Is Ticket Scalping Immoral?

— A lot of people lost a lot of respect for them. Unfortunately, they appeared to be on the leading edge of a trend. Still, I can’t say I regret a nickel of the $45 I paid for that U2 show, and I don’t think I would have been disappointed at $130.—

Sounds like there’s some disconnect between the whole of fandom here: many people are more than willing to pay that much… but others are griping that they shouldn’t have to. I’m not quite sure what would resolve the problem.

I opened this thread because I couldn’t imagine any good arguments against scalping, and I still haven’t seen any that are halfway convincing (to me). SHAKES’ argument seems like it would work the other way. A true die hard fan can always get good tickets when there are scalpers - it’s just that they would have to pay market price. What you seem to be arguing is that fans can’t get good seats at below-market prices, even if they are willing to camp out in a ticket line. So? I guess I don’t see why it should be their expectation to do so.

im not comfortable with the whole “morality” issue. its a business transaction. you have a choice in the matter. you can decide if you want to buy the ticket or not. the scalper is just trying to make a few bucks. morality has nothing to do with it!

i lived in vegas for a number of years and saw both sides of the issue. i scalped and bought for agencys and also bought tickets for my own use from scalpers.

SHAKES is right. first in line meant you were probably coldest and tiredest and had the first chance to buy shitty seats. the slick behind the glass always had some good answer why front row was not available, invariably involving some “computer program that selects blah blah blah”. they all went to some agency long ago, dude, while you sat on a urine-soaked sidewalk in sub-freezing weather.

flip-side: i saw Paul Bleeding McCartny for $4! He played the Silver Bowl and scalpers took a HUGE bath on that show. i grabbed mine about 2 minutes before showtime on the sidewalk in front of my house. Scalper offered me one for $100! and i told him i would give him a beer for one (he probably had around 200 to unload)

i occupied $1200 worth of seats at the MGM when the Stones played on Steel Wheels tour. No one was paying the $200/seat for a ticket. My woman worked there and i got in for free. I had my ass in one seat, MC helmet on another, jacket on a third, legs on two and my tank bag on one also. The $200 seat section was virtually empty and no different from the guys accross the isle who paid $100.

simple answer: don’t pay any more for tickets than you are willing to. if you REALLY NEED to see Band X, you need to decide if it is worth your time to buy a ticket that is available or if it is worth the “stick it” fee a scalper charges.

what the hell am i talking about? my train of thought derailed about 2 miles back…sorry! carry on!

How do you respond to my argument above (or the “teenages buy more records” one)? I am assuming that for the most part tickets are sold on the condition that they are not to be resold (as they usually are here). If that is the case then it is not correct to call the black market price “the market price”, nor is it correct to suppose that ticket resale between willing participants is a positive-sum transaction - the rest of the crowd are not indifferent. To put it economic jargon, scalpers and their customers reduce the extent of gains to a network externality internalised by prohibiting resale. If bands or sporting teams maximise profit in a monopolistically competitive market over consumer demand which is a function of price and quality endogenously determined by crowd demographics, scalping would partially dissipate the surplus shared by consumers and producers.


* _What is required_: Your task is to print all of the entries exactly, though the pictures should not be included.

Start of Block

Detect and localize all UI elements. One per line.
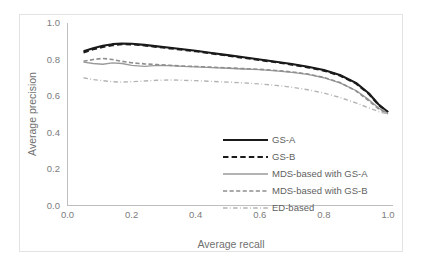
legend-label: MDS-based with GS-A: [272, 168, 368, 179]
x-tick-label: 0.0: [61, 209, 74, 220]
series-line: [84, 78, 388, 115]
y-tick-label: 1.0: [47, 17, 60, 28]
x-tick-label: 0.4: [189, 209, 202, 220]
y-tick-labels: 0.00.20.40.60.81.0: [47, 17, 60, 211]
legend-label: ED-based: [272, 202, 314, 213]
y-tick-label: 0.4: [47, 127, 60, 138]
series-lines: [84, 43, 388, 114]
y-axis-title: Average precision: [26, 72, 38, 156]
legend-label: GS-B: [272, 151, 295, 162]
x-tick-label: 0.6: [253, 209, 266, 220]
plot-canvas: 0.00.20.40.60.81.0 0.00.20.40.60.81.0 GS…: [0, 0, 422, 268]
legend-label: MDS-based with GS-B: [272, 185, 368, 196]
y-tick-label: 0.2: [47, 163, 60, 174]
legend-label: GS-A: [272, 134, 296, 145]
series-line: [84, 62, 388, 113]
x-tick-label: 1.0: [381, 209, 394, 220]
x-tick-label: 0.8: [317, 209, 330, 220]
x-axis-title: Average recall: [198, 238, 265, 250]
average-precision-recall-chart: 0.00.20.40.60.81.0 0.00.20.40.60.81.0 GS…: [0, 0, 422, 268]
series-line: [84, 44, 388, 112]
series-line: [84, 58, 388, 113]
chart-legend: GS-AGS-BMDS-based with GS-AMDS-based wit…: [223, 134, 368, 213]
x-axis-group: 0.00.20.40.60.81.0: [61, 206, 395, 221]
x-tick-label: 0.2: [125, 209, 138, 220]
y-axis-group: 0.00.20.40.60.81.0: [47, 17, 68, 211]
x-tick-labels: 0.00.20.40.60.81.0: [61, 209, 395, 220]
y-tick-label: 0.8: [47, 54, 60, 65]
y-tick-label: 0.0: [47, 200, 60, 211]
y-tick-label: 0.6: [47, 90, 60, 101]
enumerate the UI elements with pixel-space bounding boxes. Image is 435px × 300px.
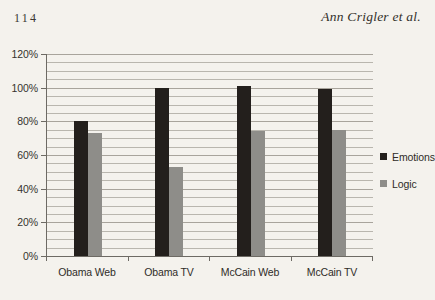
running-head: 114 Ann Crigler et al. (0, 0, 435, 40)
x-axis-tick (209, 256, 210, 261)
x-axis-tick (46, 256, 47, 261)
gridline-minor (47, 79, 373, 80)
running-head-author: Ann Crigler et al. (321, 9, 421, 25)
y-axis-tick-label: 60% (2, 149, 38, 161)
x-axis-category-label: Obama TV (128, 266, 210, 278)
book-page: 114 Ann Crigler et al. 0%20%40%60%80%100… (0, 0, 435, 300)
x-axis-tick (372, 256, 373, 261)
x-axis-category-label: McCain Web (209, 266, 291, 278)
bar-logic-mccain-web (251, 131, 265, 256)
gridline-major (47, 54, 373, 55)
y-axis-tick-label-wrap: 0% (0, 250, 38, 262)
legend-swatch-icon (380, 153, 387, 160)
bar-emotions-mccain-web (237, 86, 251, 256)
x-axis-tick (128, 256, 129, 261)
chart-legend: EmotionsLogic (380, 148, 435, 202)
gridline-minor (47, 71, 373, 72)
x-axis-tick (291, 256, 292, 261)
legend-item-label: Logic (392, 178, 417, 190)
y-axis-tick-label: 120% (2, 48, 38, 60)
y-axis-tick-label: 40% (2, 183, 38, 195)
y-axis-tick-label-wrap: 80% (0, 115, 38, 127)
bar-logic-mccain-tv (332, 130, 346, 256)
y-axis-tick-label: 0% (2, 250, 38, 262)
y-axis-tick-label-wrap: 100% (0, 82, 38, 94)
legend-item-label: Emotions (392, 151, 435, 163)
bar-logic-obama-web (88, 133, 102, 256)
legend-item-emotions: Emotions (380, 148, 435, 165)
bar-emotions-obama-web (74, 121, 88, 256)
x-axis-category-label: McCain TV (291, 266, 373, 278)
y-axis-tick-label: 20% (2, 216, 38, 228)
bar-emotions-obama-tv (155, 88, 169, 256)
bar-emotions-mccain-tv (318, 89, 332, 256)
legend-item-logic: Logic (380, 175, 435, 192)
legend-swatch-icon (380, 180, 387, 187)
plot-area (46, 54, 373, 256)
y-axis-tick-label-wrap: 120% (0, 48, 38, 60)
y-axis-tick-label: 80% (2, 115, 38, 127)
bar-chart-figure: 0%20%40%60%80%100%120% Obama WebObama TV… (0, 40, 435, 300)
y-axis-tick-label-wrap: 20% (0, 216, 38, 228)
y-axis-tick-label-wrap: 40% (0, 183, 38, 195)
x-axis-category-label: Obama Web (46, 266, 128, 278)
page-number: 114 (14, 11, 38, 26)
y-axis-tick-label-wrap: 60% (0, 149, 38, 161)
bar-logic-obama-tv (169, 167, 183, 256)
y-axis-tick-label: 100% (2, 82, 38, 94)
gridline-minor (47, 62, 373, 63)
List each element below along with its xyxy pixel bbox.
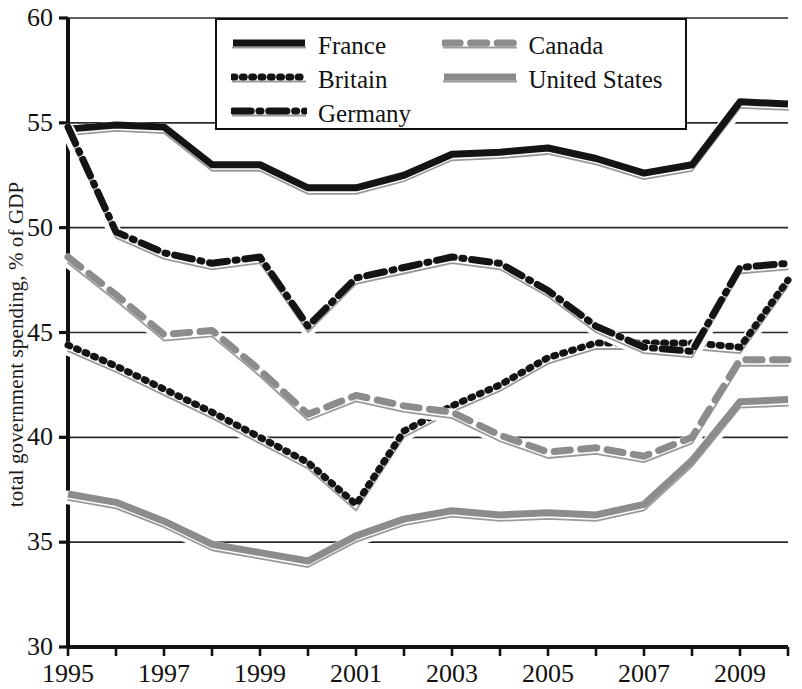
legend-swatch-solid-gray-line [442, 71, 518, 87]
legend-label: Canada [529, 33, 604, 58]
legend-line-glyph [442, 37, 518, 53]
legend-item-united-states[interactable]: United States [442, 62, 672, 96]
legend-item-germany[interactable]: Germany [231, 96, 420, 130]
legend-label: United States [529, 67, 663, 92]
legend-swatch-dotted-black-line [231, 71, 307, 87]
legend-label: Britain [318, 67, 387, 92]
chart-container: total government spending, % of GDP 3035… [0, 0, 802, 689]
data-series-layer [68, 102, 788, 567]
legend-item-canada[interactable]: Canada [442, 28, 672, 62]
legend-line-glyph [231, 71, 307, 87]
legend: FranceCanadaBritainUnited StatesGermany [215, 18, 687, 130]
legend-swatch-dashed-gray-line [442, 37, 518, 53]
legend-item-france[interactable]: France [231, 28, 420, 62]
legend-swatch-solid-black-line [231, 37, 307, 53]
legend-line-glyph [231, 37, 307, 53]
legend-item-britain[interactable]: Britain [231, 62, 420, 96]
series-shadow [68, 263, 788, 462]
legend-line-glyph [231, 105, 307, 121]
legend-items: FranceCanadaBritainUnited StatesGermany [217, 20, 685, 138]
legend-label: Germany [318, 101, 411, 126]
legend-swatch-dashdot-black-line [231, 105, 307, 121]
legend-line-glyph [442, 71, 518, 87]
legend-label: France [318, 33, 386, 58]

End of Block

* _Worked solution_:
Detect and localize all UI elements. One per line.
legend-label: MDS-based with GS-A: [272, 168, 368, 179]
x-tick-label: 0.0: [61, 209, 74, 220]
series-line: [84, 78, 388, 115]
y-tick-label: 1.0: [47, 17, 60, 28]
x-tick-label: 0.4: [189, 209, 202, 220]
y-tick-labels: 0.00.20.40.60.81.0: [47, 17, 60, 211]
legend-label: ED-based: [272, 202, 314, 213]
y-tick-label: 0.4: [47, 127, 60, 138]
series-lines: [84, 43, 388, 114]
y-axis-title: Average precision: [26, 72, 38, 156]
legend-label: GS-B: [272, 151, 295, 162]
x-tick-label: 0.6: [253, 209, 266, 220]
plot-canvas: 0.00.20.40.60.81.0 0.00.20.40.60.81.0 GS…: [0, 0, 422, 268]
legend-label: MDS-based with GS-B: [272, 185, 368, 196]
y-tick-label: 0.2: [47, 163, 60, 174]
legend-label: GS-A: [272, 134, 296, 145]
series-line: [84, 62, 388, 113]
x-tick-label: 1.0: [381, 209, 394, 220]
x-tick-label: 0.8: [317, 209, 330, 220]
x-axis-title: Average recall: [198, 238, 265, 250]
average-precision-recall-chart: 0.00.20.40.60.81.0 0.00.20.40.60.81.0 GS…: [0, 0, 422, 268]
series-line: [84, 44, 388, 112]
series-line: [84, 58, 388, 113]
chart-legend: GS-AGS-BMDS-based with GS-AMDS-based wit…: [223, 134, 368, 213]
x-axis-group: 0.00.20.40.60.81.0: [61, 206, 395, 221]
x-tick-label: 0.2: [125, 209, 138, 220]
y-axis-group: 0.00.20.40.60.81.0: [47, 17, 68, 211]
x-tick-labels: 0.00.20.40.60.81.0: [61, 209, 395, 220]
y-tick-label: 0.8: [47, 54, 60, 65]
y-tick-label: 0.0: [47, 200, 60, 211]
y-tick-label: 0.6: [47, 90, 60, 101]
enumerate the UI elements with pixel-space bounding boxes. Image is 435px × 300px.
running-head: 114 Ann Crigler et al. (0, 0, 435, 40)
x-axis-tick (209, 256, 210, 261)
x-axis-tick (46, 256, 47, 261)
gridline-minor (47, 79, 373, 80)
running-head-author: Ann Crigler et al. (321, 9, 421, 25)
y-axis-tick-label: 60% (2, 149, 38, 161)
x-axis-category-label: Obama TV (128, 266, 210, 278)
book-page: 114 Ann Crigler et al. 0%20%40%60%80%100… (0, 0, 435, 300)
x-axis-tick (372, 256, 373, 261)
x-axis-category-label: McCain Web (209, 266, 291, 278)
bar-logic-mccain-web (251, 131, 265, 256)
gridline-major (47, 54, 373, 55)
y-axis-tick-label-wrap: 0% (0, 250, 38, 262)
legend-swatch-icon (380, 153, 387, 160)
bar-emotions-mccain-web (237, 86, 251, 256)
x-axis-tick (128, 256, 129, 261)
chart-legend: EmotionsLogic (380, 148, 435, 202)
gridline-minor (47, 71, 373, 72)
x-axis-tick (291, 256, 292, 261)
legend-item-label: Logic (392, 178, 417, 190)
y-axis-tick-label: 120% (2, 48, 38, 60)
y-axis-tick-label: 40% (2, 183, 38, 195)
y-axis-tick-label-wrap: 80% (0, 115, 38, 127)
bar-logic-mccain-tv (332, 130, 346, 256)
y-axis-tick-label: 0% (2, 250, 38, 262)
y-axis-tick-label-wrap: 100% (0, 82, 38, 94)
legend-item-label: Emotions (392, 151, 435, 163)
bar-logic-obama-web (88, 133, 102, 256)
legend-item-emotions: Emotions (380, 148, 435, 165)
bar-emotions-obama-web (74, 121, 88, 256)
x-axis-category-label: McCain TV (291, 266, 373, 278)
y-axis-tick-label: 20% (2, 216, 38, 228)
bar-emotions-obama-tv (155, 88, 169, 256)
bar-emotions-mccain-tv (318, 89, 332, 256)
legend-item-logic: Logic (380, 175, 435, 192)
legend-swatch-icon (380, 180, 387, 187)
plot-area (46, 54, 373, 256)
y-axis-tick-label-wrap: 120% (0, 48, 38, 60)
y-axis-tick-label: 80% (2, 115, 38, 127)
bar-chart-figure: 0%20%40%60%80%100%120% Obama WebObama TV… (0, 40, 435, 300)
y-axis-tick-label-wrap: 20% (0, 216, 38, 228)
y-axis-tick-label-wrap: 40% (0, 183, 38, 195)
x-axis-category-label: Obama Web (46, 266, 128, 278)
page-number: 114 (14, 11, 38, 26)
y-axis-tick-label-wrap: 60% (0, 149, 38, 161)
bar-logic-obama-tv (169, 167, 183, 256)
y-axis-tick-label: 100% (2, 82, 38, 94)
gridline-minor (47, 62, 373, 63)
List each element below along with its xyxy pixel bbox.
legend-swatch-solid-gray-line [442, 71, 518, 87]
legend-label: Canada [529, 33, 604, 58]
legend-line-glyph [442, 37, 518, 53]
legend-item-united-states[interactable]: United States [442, 62, 672, 96]
legend-item-germany[interactable]: Germany [231, 96, 420, 130]
legend-label: United States [529, 67, 663, 92]
legend-swatch-dotted-black-line [231, 71, 307, 87]
legend-label: Britain [318, 67, 387, 92]
chart-container: total government spending, % of GDP 3035… [0, 0, 802, 689]
data-series-layer [68, 102, 788, 567]
legend-item-canada[interactable]: Canada [442, 28, 672, 62]
legend-line-glyph [231, 71, 307, 87]
legend: FranceCanadaBritainUnited StatesGermany [215, 18, 687, 130]
legend-swatch-dashed-gray-line [442, 37, 518, 53]
legend-item-france[interactable]: France [231, 28, 420, 62]
legend-swatch-solid-black-line [231, 37, 307, 53]
legend-line-glyph [231, 37, 307, 53]
legend-item-britain[interactable]: Britain [231, 62, 420, 96]
series-shadow [68, 263, 788, 462]
legend-line-glyph [231, 105, 307, 121]
legend-items: FranceCanadaBritainUnited StatesGermany [217, 20, 685, 138]
legend-label: Germany [318, 101, 411, 126]
legend-swatch-dashdot-black-line [231, 105, 307, 121]
legend-line-glyph [442, 71, 518, 87]
legend-label: France [318, 33, 386, 58]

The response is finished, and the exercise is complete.